A writer in THE NEW YORK TIMES the other day said that campaign buttons began with Lincoln. In this collection there is a Fremont button of '56 --a rather crude affair, fastened like a woman's brooch in the back, with an excellent portrait of the "Pathfinder" candidate. One of the oddest Lincoln buttons is said to have been devised by Lincoln himself, when he was running with Hamlin. The name Abraham Lincoln is run together as one word, in a semi-circle, over the portraits of the two candidates. In this way the last syllable of Lincoln's first name and the first syllable of his surname furnish the name of his running mate.

Campaign literature was not always so lavishly distributed free as it is now.
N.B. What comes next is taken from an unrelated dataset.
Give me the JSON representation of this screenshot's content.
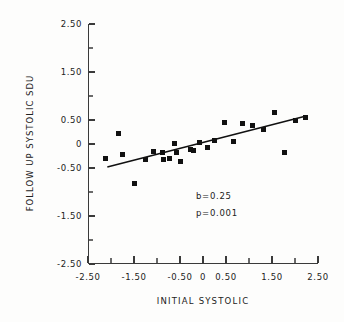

Even so late as the Greely-Grant campaign, persons who wanted it, except as furnished in the daily newspapers, had to buy it on the bookstalls.  Books were issued then where pamphlets are published now. In the Greeley-Grant campaign there is a thick octavo volume illustrated and bound. In this campaign, also, hundreds of merchants expressed their partisanship with portraits of their candidates on their business letter-heads and envelopes--a form of campaign advertising that seems to have gone of date. The campaign catalogs of the "Coin" type, which were so conspicuous during the two Bryan campaigns began apparently, in New York City during Lincoln's second campaign. Here is an extract from one them on exhibition" 

Who was Mr. Lincoln? A successful contractor to supply the Government with mules. Who is Bob Lincoln a Lucky boy, yet in his teens, who has been happy to obtain shares in Government contracts by which he has realized $300,000. 

There is a comphrensive campaign sketch of Franklin Pierce, written by Nathaniel Hawthorne, who had a Custom House job during Pierce's Administration. There is a campaign speech Daniel Webster on free trade. The "Clay Tribune" was a special newspaper issued for the Clay campaign, and another called the "Log Cabin" during the "Hurrah" campaign of Harrison in 1840. The Tippecanoe Textbook is as full of partisan bitterness as anything of the sort published today. 

In the old times campaign medals seem to have been a favorite method of political expression. None issued since is a finer piece of workmanship than the bronze Clay medal of 1844, although there are some very good ones in Lincoln's campaigns. Silk badges, such as delegates to political conventions wear nowadays, were used in place of campaign buttons during the Log Cabin campaign, and continued until the first Lincoln campaign, when they seem to have dropped out of sight.

Originally Published in The New York Times, October 23, 1904

Has anyone ever been to the Lenox Library to see if they still have this amazing collection? The items they had sound amazing for the time in which the article was published. Could you imagine the value to an institution of such a collection in 2013? I hope, if it is still out there in the hands of the library it has been well kept and maintained.

So many times items find their way to such institutions and they placed in a box and not seen for years until a concerned collector or curious historian seeks out the items for a display. It is good to know that even as far back as 1904 there were folks interested in persevering the legacy of American Democracy.